Chapter 1. Overview of Pyrite

Table of Contents
Rationale and Organization
The Module Tree

Rationale and Organization

When I started work on the code that would eventually become Pyrite, my goal was simply to improve upon the Python language interface that came with pilot-link, updating it for Python 1.5 and adding broader support for the built-in applications. Since then, Pyrite has expanded into a complex architecture which has very little in common with either the original Python module, or with the Palm Conduit SDK. With Pyrite, I am attempting to design and implement a new architecture for Palm Computing platform compatible desktop applications, one which takes advantage of the power of dynamic object oriented languages like Python.

Pyrite is different than most of the other conduit programming kits that are currently available. Rather than focusing on the synchronization aspect of working with the Palm Computing platform, Pyrite attempts to provide a broad framework of high-level storage and communication services to applications on the desktop side of the link.

Pyrite's overall design is strongly based on class inheritance; there are about 100 classes in Pyrite already, with more on the way. A set of base classes provides Pyrite's core functionality, and those classes are specialized to create the individual conduits, filters, and database objects that applications interact with. As a result, the amount of code needed to support a new application or create a new conduit is quite small.

An additional type of organization is provided by Pyrite's plug-in architecture, which is used to organize similar kinds of objects together. For example, all conduit objects are interchangeable, because they are subclasses of a common conduit class. But conduits are also plug-ins, meaning that they are collected together in a common location so that they can be easily located and used by applications. Pyrite can, as a result, be viewed as two separate but related sets of modules: the core, which provides common behavior, and a collection of plug-ins that implement application specific extensions of that behavior.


● ASSIGNMENT
Without the pictures, set down every record below exactly as it reads.

● SUPPLIED RECORDS
• • • •

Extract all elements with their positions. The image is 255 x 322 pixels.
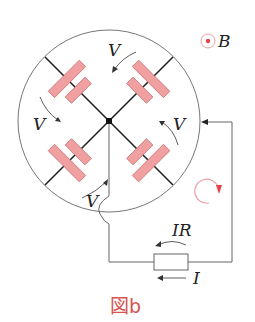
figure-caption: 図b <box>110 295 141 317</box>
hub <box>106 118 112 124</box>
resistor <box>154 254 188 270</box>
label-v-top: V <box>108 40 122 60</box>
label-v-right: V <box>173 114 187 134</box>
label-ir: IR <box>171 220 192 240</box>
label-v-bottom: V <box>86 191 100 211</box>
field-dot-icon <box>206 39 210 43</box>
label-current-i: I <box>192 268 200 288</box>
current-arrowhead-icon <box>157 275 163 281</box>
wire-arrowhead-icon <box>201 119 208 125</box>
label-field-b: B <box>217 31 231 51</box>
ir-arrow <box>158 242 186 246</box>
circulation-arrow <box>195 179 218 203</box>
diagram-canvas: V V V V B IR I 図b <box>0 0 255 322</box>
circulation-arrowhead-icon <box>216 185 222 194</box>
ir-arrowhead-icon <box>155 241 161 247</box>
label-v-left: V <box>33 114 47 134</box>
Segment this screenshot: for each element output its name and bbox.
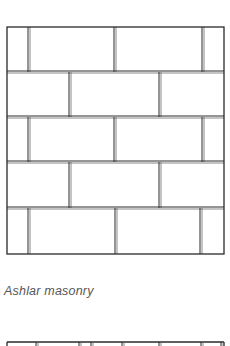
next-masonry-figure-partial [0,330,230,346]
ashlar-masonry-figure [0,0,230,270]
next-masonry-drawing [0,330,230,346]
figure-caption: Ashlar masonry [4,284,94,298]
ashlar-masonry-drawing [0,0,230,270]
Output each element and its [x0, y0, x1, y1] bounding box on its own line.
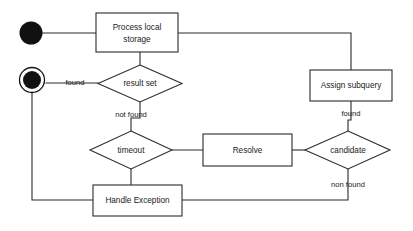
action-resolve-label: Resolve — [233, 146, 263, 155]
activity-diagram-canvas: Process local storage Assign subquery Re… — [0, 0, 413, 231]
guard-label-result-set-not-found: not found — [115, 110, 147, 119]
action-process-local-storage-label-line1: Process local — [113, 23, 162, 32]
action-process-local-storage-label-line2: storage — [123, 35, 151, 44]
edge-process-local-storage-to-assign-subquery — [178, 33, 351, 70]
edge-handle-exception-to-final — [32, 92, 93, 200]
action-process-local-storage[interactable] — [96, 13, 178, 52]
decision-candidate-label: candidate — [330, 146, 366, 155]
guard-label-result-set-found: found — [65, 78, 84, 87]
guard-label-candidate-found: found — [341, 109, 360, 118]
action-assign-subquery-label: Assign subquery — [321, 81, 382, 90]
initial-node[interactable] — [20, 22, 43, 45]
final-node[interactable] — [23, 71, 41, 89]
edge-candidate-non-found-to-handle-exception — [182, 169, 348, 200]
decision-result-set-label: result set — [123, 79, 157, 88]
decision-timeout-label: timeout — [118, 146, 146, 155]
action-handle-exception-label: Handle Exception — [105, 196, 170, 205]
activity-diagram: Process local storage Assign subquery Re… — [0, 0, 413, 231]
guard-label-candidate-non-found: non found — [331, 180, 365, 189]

• • • •

● RESULT OF THIS EXERCISE
Extract all elements with their positions. The image is 255 x 322 pixels.
figure-caption: 図b <box>110 295 141 317</box>
hub <box>106 118 112 124</box>
resistor <box>154 254 188 270</box>
label-v-top: V <box>108 40 122 60</box>
label-v-right: V <box>173 114 187 134</box>
label-ir: IR <box>171 220 192 240</box>
label-v-bottom: V <box>86 191 100 211</box>
field-dot-icon <box>206 39 210 43</box>
label-current-i: I <box>192 268 200 288</box>
current-arrowhead-icon <box>157 275 163 281</box>
wire-arrowhead-icon <box>201 119 208 125</box>
label-field-b: B <box>217 31 231 51</box>
ir-arrow <box>158 242 186 246</box>
circulation-arrow <box>195 179 218 203</box>
diagram-canvas: V V V V B IR I 図b <box>0 0 255 322</box>
circulation-arrowhead-icon <box>216 185 222 194</box>
ir-arrowhead-icon <box>155 241 161 247</box>
label-v-left: V <box>33 114 47 134</box>
Segment this screenshot: for each element output its name and bbox.
next-masonry-figure-partial [0,330,230,346]
ashlar-masonry-figure [0,0,230,270]
next-masonry-drawing [0,330,230,346]
figure-caption: Ashlar masonry [4,284,94,298]
ashlar-masonry-drawing [0,0,230,270]
Output each element and its [x0, y0, x1, y1] bounding box on its own line.
action-resolve-label: Resolve — [233, 146, 263, 155]
activity-diagram-canvas: Process local storage Assign subquery Re… — [0, 0, 413, 231]
guard-label-result-set-not-found: not found — [115, 110, 147, 119]
action-process-local-storage-label-line1: Process local — [113, 23, 162, 32]
action-process-local-storage-label-line2: storage — [123, 35, 151, 44]
edge-process-local-storage-to-assign-subquery — [178, 33, 351, 70]
edge-handle-exception-to-final — [32, 92, 93, 200]
action-process-local-storage[interactable] — [96, 13, 178, 52]
decision-candidate-label: candidate — [330, 146, 366, 155]
guard-label-result-set-found: found — [65, 78, 84, 87]
guard-label-candidate-found: found — [341, 109, 360, 118]
action-assign-subquery-label: Assign subquery — [321, 81, 382, 90]
initial-node[interactable] — [20, 22, 43, 45]
final-node[interactable] — [23, 71, 41, 89]
edge-candidate-non-found-to-handle-exception — [182, 169, 348, 200]
decision-result-set-label: result set — [123, 79, 157, 88]
decision-timeout-label: timeout — [118, 146, 146, 155]
action-handle-exception-label: Handle Exception — [105, 196, 170, 205]
activity-diagram: Process local storage Assign subquery Re… — [0, 0, 413, 231]
guard-label-candidate-non-found: non found — [331, 180, 365, 189]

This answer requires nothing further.